ANDREA IPPOLITO: Well, I'm an Instructor in the NSF I-Corps program that I mentioned earlier. And one thing we've heard consistently from faculty and students and postdocs that have engaged in that program is that after they go through the process of interviewing potential customers, whether that's physicians, or clinicians, or patients, or nurses, or payers, especially in the health care realm, you see different unmet needs. And you see different opportunities surrounding value propositions, or perhaps a totally different customer segment than you think you were going to serve.
And so what we've heard from faculty and students that have engaged in that program is that they take those learnings and then fed it back into how they're tackling research in their lab, and looking at the portfolio of activities that they do in their lab. So it's still focused on the basic science, but on who they think potentially in the future that work can help create impact for.
DAVID PUTNAM: So the question is, how has entrepreneurship fed back to my work as an individual, I guess. So what floats my boat is basic science-- fundamentals, understanding the first principles of what's happening and why it's happening, and then making something to meet that need. But the entrepreneurship has allowed me to understand those fundamentals with the mindset of how it's going to be useful or how it's going to be commercialized or if it could be.
And so it feeds back into directing not the fundamentals, but which direction those fundamentals lead to. And all could be important. All could be completely hogwash. But at least I have the knowledge to at least choose which one would be most interesting commercially.
STEPHEN QUAKE: Yeah, I have a similar sort of sense that's helped me understand what are the best projects to do in the university environment versus in the commercial environment. And certain things are best done in the university, things that require some sort of inspiration that are bottle-necked because you haven't had the discovery yet, and need to be worked out, whereas things that require large teams of people working together across disciplines tend to be better done in companies, where nobody is worried about who's going to be the last author on the paper and all that kind of thing.

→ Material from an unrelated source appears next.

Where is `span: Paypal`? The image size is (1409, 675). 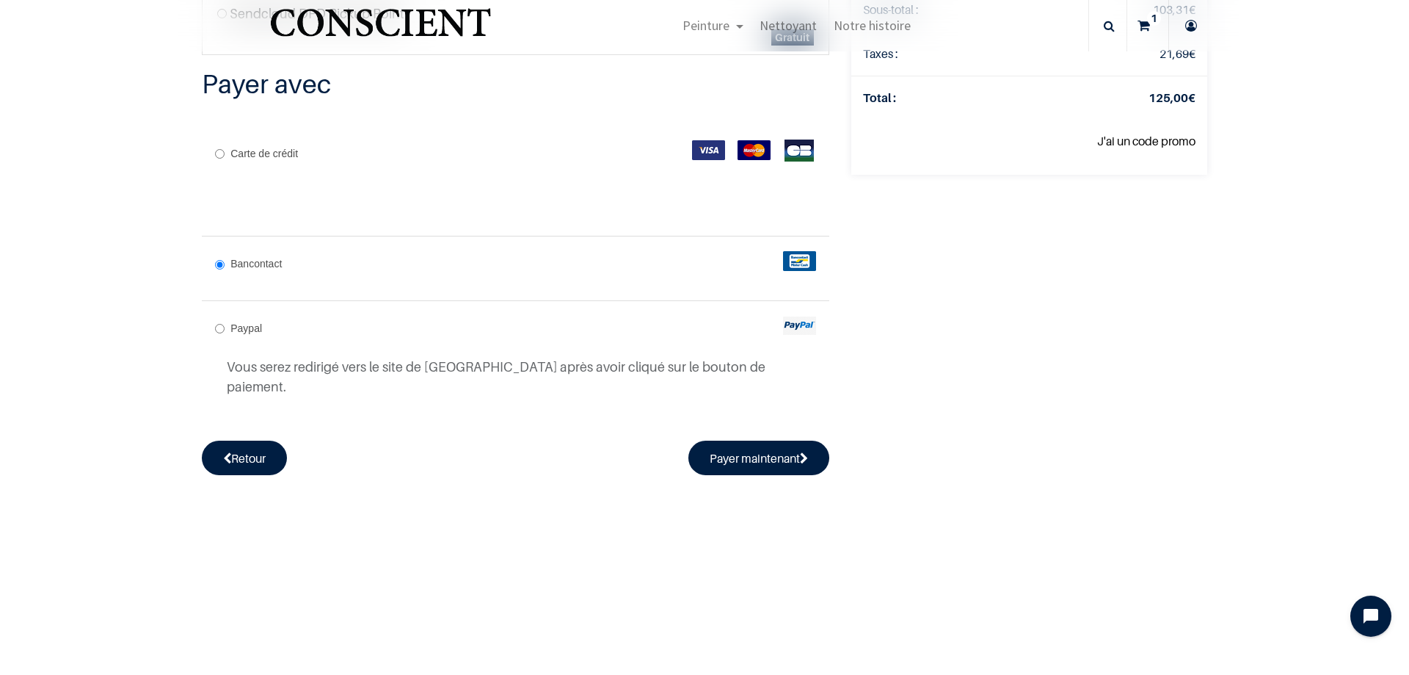
span: Paypal is located at coordinates (246, 328).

DAVID ERICKSON: Well, on that note, we'll put the last author on this paper. And again, I'll ask the audience to thank our panelists, and in particular, our newest A. D. White Professor.
[APPLAUSE]
A.D. White Professor-at-Large Stephen Quake, a leading scientist in the fields of biomedical engineering and genomic medicine, led a seminar, “Academic Entrepreneurship: Creating Impact Beyond Publishing Papers,” Oct. 7 in Statler Hall’s Alice Statler Auditorium. A panel discussion followed, with David Putnam, professor of biomedical engineering; Andrea Katherine Ippolito, lecturer in civil and environmental engineering; and moderator David Erickson, professor of mechanical engineering and director of the Sibley School of Mechanical and Aerospace Engineering.